Bahia Miami Swim Week is positioning Latin American resortwear exactly where it belongs: in the center of the Miami conversation. Scheduled for Friday, May 29, from 5 p.m. to 11 p.m. at JW Marriott Marquis Miami, the showcase brings together emerging and established designers for an evening focused on swimwear, resort dressing, accessories, and the kind of coastal glamour Miami understands instinctively.
The event, produced with support from JI Public Relations, is framed as an international swimwear and resortwear showcase overlooking the Brickell skyline. That setting matters. Downtown Miami gives the presentation a more polished city edge, moving the mood beyond beach-only styling and into the wider world of vacation wardrobes, cocktail dressing, and destination fashion.
A Latin American Resortwear Edit
Bahia Miami is sharing event updates on Instagram, and public event details are listed on the Bahia event page.
The Bahia lineup includes La Roja by Misha, Tina Beachwear, Marieto EC, Bartolome Hats, Beth Swimwear, Bululu, and King. Together, the group points to a wider Latin American fashion story: bold femininity, artisanal influence, strong accessories, and a resortwear category that is becoming more sophisticated season by season.
La Roja by Misha is noted in the agenda as the first resortwear brand from Guatemala to officially present during Miami Swim Week, a detail that gives the showcase a meaningful regional milestone. The brand’s presentation is expected to bring a contemporary view of Latin American fashion through elevated silhouettes and artisanal references.
Tina Beachwear, presented by Argentinian designer and model Agustina Bruenner, will introduce its Golden Tide collection. The brand’s language is sensual and polished, leaning into coastal glamour without losing the ease that modern swimwear needs. Bartolome by Marieto EC adds an Ecuadorian luxury resortwear note, while Bartolome Hats brings statement accessories shaped by heritage techniques and modern styling.
Why Bahia Fits the Moment
Miami Swim Week is no longer only about swimwear as a product category. It is about how brands build a complete summer identity: the hat, the cover-up, the evening look, the social image, the vacation mood. Bahia’s strength is that it brings those pieces together through a Latin American lens.
That matters commercially as much as creatively. Resortwear has become one of fashion’s most flexible categories, especially for consumers who want pieces that travel from poolside to dinner without feeling overdesigned. Designers who can balance craft, fit, color, and lifestyle are the ones most likely to stand out.
Accessories Will Matter
One of the more interesting parts of the Bahia edit is the presence of hats and accessories alongside swimwear. Resortwear works best when it feels complete, and Miami audiences tend to respond to full styling rather than isolated pieces. A statement hat, a polished cover-up, or a sharply styled sandal can change a swim look from product presentation into a full vacation image.
That is also where Latin American designers can bring a strong advantage. Many of the region’s best resort stories are rooted in color, handwork, sensuality, and climate-aware design. In a Miami setting, those references do not need much explanation. They already belong to the city’s rhythm.
A Showcase With Buyer Potential
The timing is smart as well. A Friday evening presentation gives Bahia room to operate as both runway event and industry gathering, with enough space for media, creators, and retail-minded guests to actually absorb the brands. For labels trying to grow beyond their home markets, that kind of room can be more valuable than a fast, crowded runway moment.
For the wider week, see 24Fashion’s Miami Swim Week 2026 guide. The season also includes designer-led moments such as Lila Nikole’s Platinum FUBU collaboration.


[What you have to do]: The answer is the number of lines in the data that contain the word "plot"; give it alone.

[Data]:
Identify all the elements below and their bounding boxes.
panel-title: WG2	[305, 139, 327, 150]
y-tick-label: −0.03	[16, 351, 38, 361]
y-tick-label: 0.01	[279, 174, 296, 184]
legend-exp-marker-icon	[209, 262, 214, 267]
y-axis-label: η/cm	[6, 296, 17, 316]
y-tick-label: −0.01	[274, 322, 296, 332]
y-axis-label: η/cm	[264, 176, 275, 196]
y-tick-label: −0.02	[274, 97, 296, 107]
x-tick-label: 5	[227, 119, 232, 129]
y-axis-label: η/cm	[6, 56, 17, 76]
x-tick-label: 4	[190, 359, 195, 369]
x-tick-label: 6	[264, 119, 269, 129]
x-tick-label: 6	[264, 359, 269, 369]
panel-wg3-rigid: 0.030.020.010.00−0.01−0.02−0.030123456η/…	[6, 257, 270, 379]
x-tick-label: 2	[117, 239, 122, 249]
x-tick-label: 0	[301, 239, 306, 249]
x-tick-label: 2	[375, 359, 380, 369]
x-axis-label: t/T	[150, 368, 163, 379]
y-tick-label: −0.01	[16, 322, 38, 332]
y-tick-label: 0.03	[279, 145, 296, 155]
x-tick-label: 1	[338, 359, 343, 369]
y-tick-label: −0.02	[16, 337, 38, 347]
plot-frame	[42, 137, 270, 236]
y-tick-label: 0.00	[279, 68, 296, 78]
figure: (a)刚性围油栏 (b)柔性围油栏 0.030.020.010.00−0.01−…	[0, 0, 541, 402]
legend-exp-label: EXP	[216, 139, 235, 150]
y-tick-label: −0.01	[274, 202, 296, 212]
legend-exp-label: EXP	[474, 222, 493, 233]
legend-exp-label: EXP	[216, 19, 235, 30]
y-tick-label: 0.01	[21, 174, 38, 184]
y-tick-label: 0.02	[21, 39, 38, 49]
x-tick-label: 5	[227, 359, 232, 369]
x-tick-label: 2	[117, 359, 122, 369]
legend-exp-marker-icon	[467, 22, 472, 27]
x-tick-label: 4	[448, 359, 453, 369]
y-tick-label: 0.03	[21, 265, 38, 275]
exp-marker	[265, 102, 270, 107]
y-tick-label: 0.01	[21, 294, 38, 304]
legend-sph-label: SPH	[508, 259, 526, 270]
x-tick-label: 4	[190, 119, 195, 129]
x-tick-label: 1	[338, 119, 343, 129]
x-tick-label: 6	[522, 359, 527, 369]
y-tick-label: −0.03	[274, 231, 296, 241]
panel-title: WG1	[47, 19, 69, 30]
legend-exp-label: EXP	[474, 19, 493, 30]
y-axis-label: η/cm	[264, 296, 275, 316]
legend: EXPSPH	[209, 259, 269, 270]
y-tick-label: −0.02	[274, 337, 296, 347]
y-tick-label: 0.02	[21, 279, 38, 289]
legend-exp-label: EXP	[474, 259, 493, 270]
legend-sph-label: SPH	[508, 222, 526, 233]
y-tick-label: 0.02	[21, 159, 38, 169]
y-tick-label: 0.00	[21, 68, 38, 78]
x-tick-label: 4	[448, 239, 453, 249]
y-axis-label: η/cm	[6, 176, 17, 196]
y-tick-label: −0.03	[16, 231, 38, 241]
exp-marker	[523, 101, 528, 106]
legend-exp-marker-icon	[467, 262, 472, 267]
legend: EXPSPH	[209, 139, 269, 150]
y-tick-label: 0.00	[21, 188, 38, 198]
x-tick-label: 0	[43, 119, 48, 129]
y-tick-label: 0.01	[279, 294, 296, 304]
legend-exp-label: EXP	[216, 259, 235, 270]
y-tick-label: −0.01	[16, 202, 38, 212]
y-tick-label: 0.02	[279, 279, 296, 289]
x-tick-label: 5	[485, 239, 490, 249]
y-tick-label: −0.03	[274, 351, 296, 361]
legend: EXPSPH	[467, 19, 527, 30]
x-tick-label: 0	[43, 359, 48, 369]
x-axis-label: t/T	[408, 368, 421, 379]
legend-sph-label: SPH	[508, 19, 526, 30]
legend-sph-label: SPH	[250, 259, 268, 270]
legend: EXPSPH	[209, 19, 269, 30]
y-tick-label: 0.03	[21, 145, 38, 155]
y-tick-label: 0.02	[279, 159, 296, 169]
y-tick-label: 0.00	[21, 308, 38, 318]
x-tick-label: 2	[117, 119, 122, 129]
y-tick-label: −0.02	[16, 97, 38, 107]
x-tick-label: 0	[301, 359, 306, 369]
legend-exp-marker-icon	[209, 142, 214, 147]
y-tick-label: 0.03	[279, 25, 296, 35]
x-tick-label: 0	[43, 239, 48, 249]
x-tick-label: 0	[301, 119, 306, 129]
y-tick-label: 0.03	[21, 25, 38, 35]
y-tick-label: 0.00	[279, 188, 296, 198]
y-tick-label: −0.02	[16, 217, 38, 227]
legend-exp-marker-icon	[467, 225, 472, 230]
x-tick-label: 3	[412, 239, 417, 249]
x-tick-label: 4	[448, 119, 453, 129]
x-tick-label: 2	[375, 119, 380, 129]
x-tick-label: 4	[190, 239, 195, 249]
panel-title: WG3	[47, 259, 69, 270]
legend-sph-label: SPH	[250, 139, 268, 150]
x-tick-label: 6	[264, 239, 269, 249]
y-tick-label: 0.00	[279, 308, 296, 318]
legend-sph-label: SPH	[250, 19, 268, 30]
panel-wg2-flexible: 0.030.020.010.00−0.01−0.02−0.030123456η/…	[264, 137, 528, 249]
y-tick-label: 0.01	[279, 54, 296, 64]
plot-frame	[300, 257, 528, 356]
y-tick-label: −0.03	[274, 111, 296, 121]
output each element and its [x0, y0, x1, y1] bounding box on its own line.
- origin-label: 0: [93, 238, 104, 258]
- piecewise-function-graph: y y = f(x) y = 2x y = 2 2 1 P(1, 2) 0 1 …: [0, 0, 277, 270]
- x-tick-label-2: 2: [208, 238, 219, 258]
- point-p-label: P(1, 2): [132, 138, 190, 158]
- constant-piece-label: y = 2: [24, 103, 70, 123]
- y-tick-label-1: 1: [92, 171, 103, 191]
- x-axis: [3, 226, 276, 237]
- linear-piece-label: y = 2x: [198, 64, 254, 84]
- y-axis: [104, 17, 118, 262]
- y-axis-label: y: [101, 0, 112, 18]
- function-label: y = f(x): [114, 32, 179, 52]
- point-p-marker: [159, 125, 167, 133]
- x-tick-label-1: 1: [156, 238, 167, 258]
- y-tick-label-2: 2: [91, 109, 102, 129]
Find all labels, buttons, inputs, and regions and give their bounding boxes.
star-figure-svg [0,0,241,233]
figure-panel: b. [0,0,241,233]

[Answer to the exercise]: 2